"Then you wish rather that I should starve?"
"I don't think that it would come to that. You are old enough to earn your living."
"Old enough! Do you really mean to say that a fellow sixteen years of age is old enough to earn his living?"
"Why not? I myself had to leave home when I was only a child of eleven, and have worked for my living ever since."
"Worked for your living!" my brother cried scornfully. "Wasting money and getting into debt to such an extent that no dog will take the trouble to look at us. Do you call that working for your living?"
The veins showed thickly on my father's forehead.
"You wretch!" he cried, and flew at my brother's throat, "is that what I get for having taken endless trouble to bring you up?"
It was evident that my brother had not expected so violent an outburst on the part of my habitually gentle father. He grew deadly pale and tried to free himself from my father's clutch.
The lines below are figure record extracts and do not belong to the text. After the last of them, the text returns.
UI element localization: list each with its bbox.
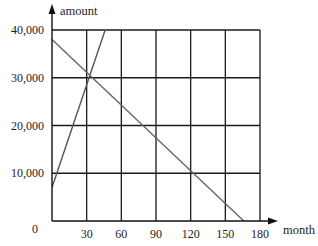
- y-tick-label: 30,000: [11, 71, 44, 85]
- axes: amount month: [49, 4, 316, 237]
- grid: [52, 30, 260, 221]
- line-chart: amount month 306090120150180010,00020,00…: [0, 0, 318, 246]
- x-tick-label: 90: [150, 227, 162, 241]
- x-tick-label: 120: [182, 227, 200, 241]
- y-axis-arrow-icon: [49, 4, 56, 14]
- x-tick-label: 150: [216, 227, 234, 241]
- x-axis-label: month: [283, 223, 316, 237]
- y-tick-label: 0: [32, 222, 38, 236]
- series-line-decreasing: [52, 40, 244, 221]
- y-tick-label: 10,000: [11, 166, 44, 180]
- x-tick-label: 180: [251, 227, 269, 241]
- x-tick-label: 60: [115, 227, 127, 241]
- y-tick-label: 20,000: [11, 119, 44, 133]
- y-axis-label: amount: [60, 4, 98, 18]
- x-tick-label: 30: [81, 227, 93, 241]
- y-tick-label: 40,000: [11, 23, 44, 37]
- series-line-increasing: [52, 30, 105, 188]
- x-axis-arrow-icon: [268, 218, 278, 225]
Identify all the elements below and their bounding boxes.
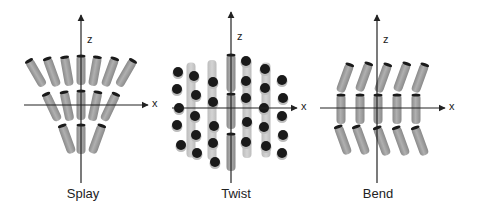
- molecule-end-dot: [277, 111, 287, 121]
- x-axis-label: x: [152, 97, 158, 109]
- molecule-end-dot: [260, 64, 270, 74]
- molecule-rod: [411, 62, 430, 94]
- molecule-rod: [412, 93, 421, 124]
- molecule-end-dot: [172, 84, 182, 94]
- x-axis-label: x: [449, 100, 455, 112]
- caption-splay: Splay: [67, 186, 100, 201]
- molecule-rod: [337, 93, 346, 124]
- panel-twist: [172, 12, 298, 183]
- molecule-end-dot: [241, 76, 251, 86]
- twist-rods: [172, 53, 289, 171]
- molecule-end-dot: [173, 67, 183, 77]
- molecule-rod: [355, 61, 374, 93]
- molecule-end-dot: [260, 83, 270, 93]
- z-axis-label: z: [237, 30, 243, 42]
- molecule-end-dot: [210, 157, 220, 167]
- molecule-end-dot: [191, 90, 201, 100]
- molecule-end-dot: [208, 138, 218, 148]
- molecule-end-dot: [191, 130, 201, 140]
- panel-splay: [24, 15, 148, 183]
- molecule-rod: [333, 124, 352, 156]
- molecule-end-dot: [241, 93, 251, 103]
- molecule-rod: [59, 90, 74, 122]
- caption-twist: Twist: [221, 186, 251, 201]
- molecule-rod: [356, 93, 365, 124]
- z-axis-label: z: [87, 33, 93, 45]
- molecule-end-dot: [241, 137, 251, 147]
- x-axis-label: x: [301, 100, 307, 112]
- molecule-rod: [391, 125, 410, 157]
- molecule-rod: [41, 91, 62, 123]
- molecule-end-dot: [208, 97, 218, 107]
- molecule-end-dot: [277, 148, 287, 158]
- molecule-rod: [393, 61, 412, 93]
- molecule-end-dot: [278, 93, 288, 103]
- molecule-rod: [87, 90, 102, 122]
- molecule-rod: [57, 123, 76, 155]
- molecule-end-dot: [190, 111, 200, 121]
- z-axis-label: z: [383, 33, 389, 45]
- molecule-rod: [88, 55, 102, 87]
- molecule-rod: [410, 125, 429, 157]
- molecule-end-dot: [261, 141, 271, 151]
- molecule-end-dot: [241, 56, 251, 66]
- molecule-rod: [100, 91, 121, 123]
- molecule-end-dot: [176, 140, 186, 150]
- molecule-rod: [351, 124, 370, 156]
- molecule-end-dot: [277, 75, 287, 85]
- molecule-end-dot: [209, 121, 219, 131]
- molecule-end-dot: [172, 120, 182, 130]
- bend-rods: [333, 61, 429, 157]
- molecule-end-dot: [278, 130, 288, 140]
- molecule-end-dot: [259, 122, 269, 132]
- molecule-end-dot: [192, 148, 202, 158]
- molecule-end-dot: [208, 77, 218, 87]
- molecule-rod: [336, 62, 355, 94]
- molecule-rod: [393, 93, 402, 124]
- molecule-rod: [88, 123, 107, 155]
- molecule-end-dot: [189, 71, 199, 81]
- molecule-rod: [374, 93, 383, 124]
- molecule-end-dot: [242, 117, 252, 127]
- molecule-rod: [372, 125, 391, 157]
- molecule-rod: [60, 55, 74, 87]
- caption-bend: Bend: [363, 186, 393, 201]
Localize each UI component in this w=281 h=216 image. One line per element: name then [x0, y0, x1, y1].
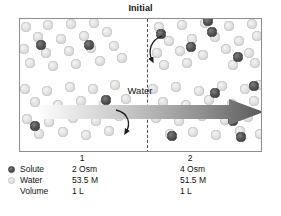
solute-molecule — [203, 18, 212, 26]
water-molecule — [41, 48, 50, 57]
water-molecule — [44, 117, 53, 126]
solute-molecule — [228, 116, 237, 125]
solute-molecule — [210, 88, 219, 97]
solute-molecule — [233, 52, 242, 61]
water-molecule — [48, 61, 57, 70]
water-molecule — [88, 84, 97, 93]
water-molecule — [177, 20, 186, 29]
water-molecule — [158, 97, 167, 106]
solute-dot-icon — [8, 166, 15, 173]
solute-value-compartment-1: 2 Osm — [72, 164, 132, 174]
volume-value-compartment-2: 1 L — [180, 186, 240, 196]
solute-molecule — [30, 121, 39, 130]
water-molecule — [188, 127, 197, 136]
water-molecule — [164, 36, 173, 45]
water-flow-label: Water — [110, 85, 170, 96]
water-molecule — [43, 20, 52, 29]
water-molecule — [228, 60, 237, 69]
solute-molecule — [167, 131, 176, 140]
volume-value-compartment-1: 1 L — [72, 186, 132, 196]
water-molecule — [56, 34, 65, 43]
water-molecule — [243, 112, 252, 121]
solute-molecule — [207, 27, 216, 36]
water-molecule — [152, 48, 161, 57]
water-molecule — [181, 100, 190, 109]
water-molecule — [102, 27, 111, 36]
water-molecule — [89, 18, 98, 27]
water-molecule — [240, 84, 249, 93]
solute-molecule — [84, 40, 93, 49]
water-molecule — [81, 130, 90, 139]
water-molecule — [109, 41, 118, 50]
water-molecule — [91, 116, 100, 125]
water-molecule — [194, 86, 203, 95]
legend-label-volume: Volume — [20, 186, 66, 196]
solute-molecule — [36, 40, 45, 49]
water-molecule — [234, 36, 243, 45]
water-molecule — [252, 31, 261, 40]
water-molecule — [76, 96, 85, 105]
water-molecule — [175, 46, 184, 55]
water-value-compartment-2: 51.5 M — [180, 175, 240, 185]
water-dot-icon — [8, 177, 15, 184]
legend-row-water: Water 53.5 M 51.5 M — [0, 175, 281, 186]
water-molecule — [71, 59, 80, 68]
water-molecule — [171, 82, 180, 91]
water-molecule — [42, 86, 51, 95]
water-molecule — [151, 113, 160, 122]
water-molecule — [174, 116, 183, 125]
water-molecule — [159, 60, 168, 69]
water-value-compartment-1: 53.5 M — [72, 175, 132, 185]
solute-value-compartment-2: 4 Osm — [180, 164, 240, 174]
water-molecule — [95, 56, 104, 65]
legend-row-volume: Volume 1 L 1 L — [0, 186, 281, 197]
water-molecule — [104, 126, 113, 135]
water-molecule — [227, 99, 236, 108]
water-molecule — [58, 127, 67, 136]
water-molecule — [53, 100, 62, 109]
water-molecule — [66, 19, 75, 28]
water-molecule — [211, 130, 220, 139]
water-molecule — [34, 129, 43, 138]
water-molecule — [198, 50, 207, 59]
legend-row-solute: Solute 2 Osm 4 Osm — [0, 164, 281, 175]
water-molecule — [21, 22, 30, 31]
water-molecule — [65, 82, 74, 91]
water-molecule — [114, 111, 123, 120]
solute-molecule — [186, 42, 195, 51]
water-molecule — [250, 58, 259, 67]
water-molecule — [249, 96, 258, 105]
water-molecule — [68, 113, 77, 122]
solute-molecule — [236, 132, 245, 141]
water-molecule — [197, 111, 206, 120]
water-molecule — [255, 129, 262, 138]
water-molecule — [20, 84, 29, 93]
solute-molecule — [101, 95, 110, 104]
osmosis-diagram: Initial Water 1 — [0, 0, 281, 216]
figure-title: Initial — [0, 3, 281, 13]
solute-molecule — [156, 29, 165, 38]
water-molecule — [79, 31, 88, 40]
legend-label-water: Water — [20, 175, 66, 185]
water-molecule — [247, 19, 256, 28]
water-molecule — [30, 97, 39, 106]
water-molecule — [244, 48, 253, 57]
water-molecule — [117, 53, 126, 62]
water-molecule — [64, 46, 73, 55]
column-header-1: 1 — [52, 153, 112, 163]
column-header-2: 2 — [160, 153, 220, 163]
water-molecule — [19, 44, 28, 53]
water-molecule — [182, 58, 191, 67]
legend-label-solute: Solute — [20, 164, 66, 174]
water-molecule — [221, 44, 230, 53]
solute-molecule — [249, 81, 258, 90]
water-molecule — [25, 58, 34, 67]
water-molecule — [224, 21, 233, 30]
After he had succeeded in doing so, he reached for his hat and turned to the door. But, before he closed it behind him, he said: "You will find me in the Kamp, if you should happen to look for me to-morrow."
What he called the Kamp was a river of considerable depth. After he had left, the room looked a picture of misery and grief. My mother was leaning against the wall weeping violently; my father was pacing the room, his face rigidly set and breathing rapidly; the smallest of the children, roused by the noise, had started to cry; and I trembled in every limb with excitement.